The point here isn’t that it’s disappointing to see CNN hire yet another conservative voice, adding to its already-large stable of conservative voices. To be sure, it’s frustrating, but it’s nothing new.
The problem here is with Erickson himself.
For example, it wasn’t long ago when Erickson explained his belief on why the left has a stronger online presence than the right. He attributed it to an asymmetry in free time, since conservatives “have families because we don’t abort our kids, and we have jobs because we believe in capitalism.”
This is the same Erickson who recently called retired Supreme Court Justice David Souter a “goat f–king child molester,” referred to two sitting U.S. senators as “healthcare suicide bombers,” praised protesters for “tell[ing] Nancy Pelosi and the Congress to send Obama to a death panel” (he later backpedaled on that one), and described President Obama’s Nobel Prize as “an affirmative action quota.”
And perhaps my personal favorite was the time, just last year, when Erickson was angry about new environmental regulations relating to dishwasher detergent.

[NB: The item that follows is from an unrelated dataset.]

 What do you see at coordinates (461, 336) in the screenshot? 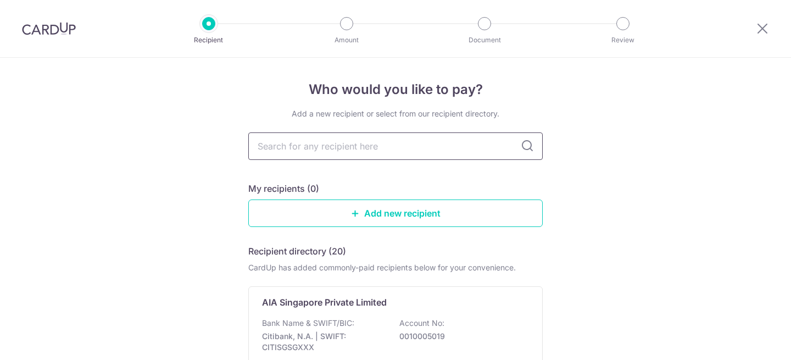
I see `p: 0010005019` at bounding box center [461, 336].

He told his readers, “At what point do the people tell the politicians to go to hell? At what point do they get off the couch, march down to their state legislator’s house, pull him outside, and beat him to a bloody pulp for being an idiot?”
There was a point when major professional outlets would look at a voice like this as an “extremist,” to be shut out of the mainstream of America’s civil discourse. CNN, however, considers this record of radical rhetoric, and concludes it should pay him to offer on-air political commentary.
The “qualifications” CNN claims led them to offer Erickson the job are about as real as a wall of false books:
CNN is touting the hire as a way to reach the small town “real ‘Murkins” that Erick rubs elbows with every day. Except Erick lives in a city of 100,000, doesn’t really hang out with “the little people” and has a long history of idiotic posts at his RedState site. … it’s only a matter of time before some industrious bloggers start unearthing the comedy gold in his archives. In fact, it’s already beginning.
Eric Martin recalls one gem that, in the present context, stands out from the rest:
Then there was the time he accused that news organization of “convey[ing] terrorist propaganda.” The news organization being…CNN (via). And it’s not like he has a great grasp of American history, or civics for that matter.